Renamed Killer on the Air for its UK release, Jessica Morris props up this low-key thriller playing Sarah Williams. A late-night talk show host who earns her crust dooling out advice to callers, and tiptoeing through a trial separation. As set-ups go Killer on the Air falls neatly into cliche, embraces stereotypes, and ticks all those genre boxes audiences will expect.  

To be clear, this film is workmanlike at best. A limited budget minimises locations, locking audiences inside Sarah’s radio station for most of the tight running time. Plot is stripped back to the bare bones, and exposition is jettisoned in favour of extensive dialogue scenes that hammer home narrative choices and elevate drama. With a made for television ethos and a sense that all of this has been seen before, Killer on the Air was always fighting a losing battle.  

Audiences are after something thrilling when it comes to thrillers, and unfortunately this poor comparison to Olivier Stone’s Talk Radio falls short. Even the NBC television show Midnight Caller hit harder than Killer on the Air back in 1988, and it becomes painfully apparent early on. Sub-plots linking back to disgruntled employees, missing daughters, and an indifferent husband also do nothing to up the ante.  

Image Courtesy of Signature Entertainment

This leaves Jessica Morris with a boatload of heavy lifting to do, and carrying Killer on the Air clearly takes its toll. This is a film that should be a family melodrama about people going to pieces, growing apart, and keeping those revelations from their daughter. A subplot feels fumbled and ultimately overlooked, while other less interesting elements are pushed centre stage. Giving the impression that certain creative choices undermined what could have been an intriguing film. 

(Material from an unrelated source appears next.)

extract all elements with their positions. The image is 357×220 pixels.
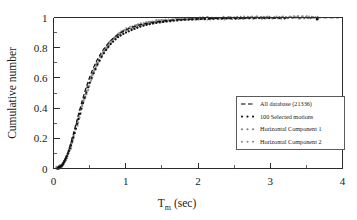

Killer on the Air feels compromised and rife with uncertainty, since that late night killer conversation takes precedence over more grounded moments of melodrama. It would have been wise to include more context on Sarah’s relationship, rather than trying to use broad strokes. Audiences trying to connect with these characters are given almost nothing to work with, and what they do get feels plot driven rather than organic.  

Facts that all relegate Killer on the Air to a made for television thriller, suited to Sunday matinee slots that will be little more than background noise. As Robin Williams once said, ‘you can’t make butter with a toothpick’, and audiences after something more cutting edge could do worse than watching re-runs of Midnight Caller, or the almost impossible to find Olivier Stone classic Talk Radio

Killer on the Air is available now on digital download. Distributed by Signature.